Stipe Miocic is another son of Cleveland who is known for his support of the Cavaliers. It is likely that their title run gave him the hope and confidence that a Clevelander could win on the international stage and hold the gold even in a fight where he was an underdog. Miocic had travelled to Brazil to fight in Fabricio Werdum’s home country against a hugely talented opponent in the form of Werdum. Miocic knocked out Werdum and then a few weeks later was present celebrating with his friends of the Cavaliers team. For Cleveland, it was a celebration of their sporting success after falling short for so long.

LeBron will always be the first talking point among hot-take artists and analysts for the fact he is unique. The son of Akron who bounced from address to address as a child achieved something that most players never achieve, he won a championship for his hometown against all the odds.

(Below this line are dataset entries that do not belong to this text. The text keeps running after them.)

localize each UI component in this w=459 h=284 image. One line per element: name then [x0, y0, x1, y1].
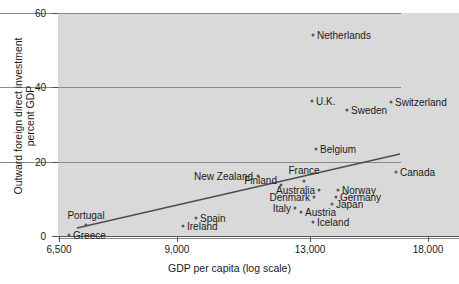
data-point-ireland	[182, 225, 185, 228]
data-point-u-k	[311, 100, 314, 103]
point-label-netherlands: Netherlands	[317, 30, 371, 41]
point-label-sweden: Sweden	[351, 105, 387, 116]
y-axis-title-line-1: Outward foreign direct investment	[12, 16, 24, 216]
data-point-italy	[294, 207, 297, 210]
data-point-denmark	[313, 196, 316, 199]
data-point-netherlands	[312, 34, 315, 37]
data-point-portugal	[85, 224, 88, 227]
data-point-france	[303, 180, 306, 183]
point-label-portugal: Portugal	[67, 210, 104, 221]
x-axis-title: GDP per capita (log scale)	[0, 262, 459, 274]
point-label-u-k: U.K.	[316, 96, 335, 107]
data-point-japan	[331, 203, 334, 206]
point-label-italy: Italy	[273, 203, 291, 214]
point-label-belgium: Belgium	[320, 144, 356, 155]
point-label-denmark: Denmark	[269, 192, 310, 203]
data-point-iceland	[312, 221, 315, 224]
data-point-sweden	[346, 109, 349, 112]
data-point-australia	[318, 189, 321, 192]
point-label-switzerland: Switzerland	[395, 97, 447, 108]
trend-line	[0, 0, 459, 284]
data-point-switzerland	[390, 101, 393, 104]
point-label-canada: Canada	[400, 167, 435, 178]
data-point-spain	[195, 217, 198, 220]
point-label-greece: Greece	[73, 230, 106, 241]
data-point-canada	[395, 171, 398, 174]
point-label-finland: Finland	[244, 175, 277, 186]
data-point-belgium	[315, 148, 318, 151]
y-axis-title-line-2: percent GDP	[24, 16, 36, 216]
data-point-greece	[68, 234, 71, 237]
y-axis-title: Outward foreign direct investment percen…	[12, 16, 36, 216]
scatter-chart-figure: 0204060 6,5009,00013,00018,000 Netherlan…	[0, 0, 459, 284]
point-label-ireland: Ireland	[187, 221, 218, 232]
point-label-iceland: Iceland	[317, 217, 349, 228]
point-label-france: France	[288, 165, 319, 176]
data-point-austria	[300, 211, 303, 214]
point-label-japan: Japan	[336, 199, 363, 210]
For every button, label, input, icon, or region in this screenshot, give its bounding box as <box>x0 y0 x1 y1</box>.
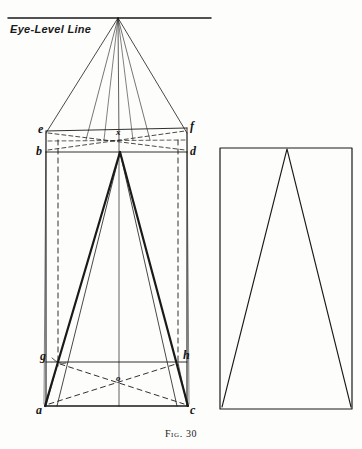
elevation-rectangle <box>220 148 352 409</box>
point-label-h: h <box>183 349 190 361</box>
figure-caption-prefix: Fig. <box>165 428 183 439</box>
upper-plane-mid-dashed <box>48 140 185 141</box>
elevation-triangle <box>222 149 351 407</box>
point-label-x: x <box>116 128 121 137</box>
figure-caption: Fig. 30 <box>0 428 362 439</box>
point-label-a: a <box>36 404 42 416</box>
point-label-d: d <box>190 145 196 157</box>
point-label-g: g <box>40 350 46 362</box>
point-label-o: o <box>116 374 121 383</box>
perspective-diagram-canvas <box>0 0 362 449</box>
point-label-e: e <box>38 123 43 135</box>
vp-ray-to-e <box>46 18 118 133</box>
edge-h-c <box>178 362 187 406</box>
vp-ray-center-vertical <box>118 18 119 140</box>
point-label-f: f <box>190 120 194 132</box>
point-label-c: c <box>190 404 195 416</box>
figure-page: Eye-Level Line e f x b d g h o a c Fig. … <box>0 0 362 449</box>
point-label-b: b <box>36 145 42 157</box>
base-diagonal-g-c <box>60 364 184 404</box>
vp-ray-inner-left <box>86 18 118 140</box>
eye-level-line-label: Eye-Level Line <box>10 23 91 35</box>
vp-ray-inner-right <box>118 18 150 140</box>
vp-ray-mid-right <box>118 18 133 140</box>
base-diagonal-a-h <box>49 364 176 404</box>
edge-g-a <box>46 362 58 406</box>
pyramid-edge-apex-g <box>57 152 120 406</box>
figure-caption-number: 30 <box>186 428 197 439</box>
pyramid-edge-apex-h <box>120 152 177 406</box>
vp-ray-to-f <box>118 18 187 133</box>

The Cleveland Cavaliers in 2016 had that underdog spirit that LeBron is known for, it never gave up and fought to its last breath against one of the most dominant teams of all time. Cleveland fought against its opponents and internal struggles to bring a title home for the first time in fifty two years, the 2016 Cavaliers were simply special. As for LeBron, his second go-around in Cleveland will be defined by that title, in twenty years time nobody will care about the three Finals loss. They will only care about the magical moment that the forward from Akron, Ohio created.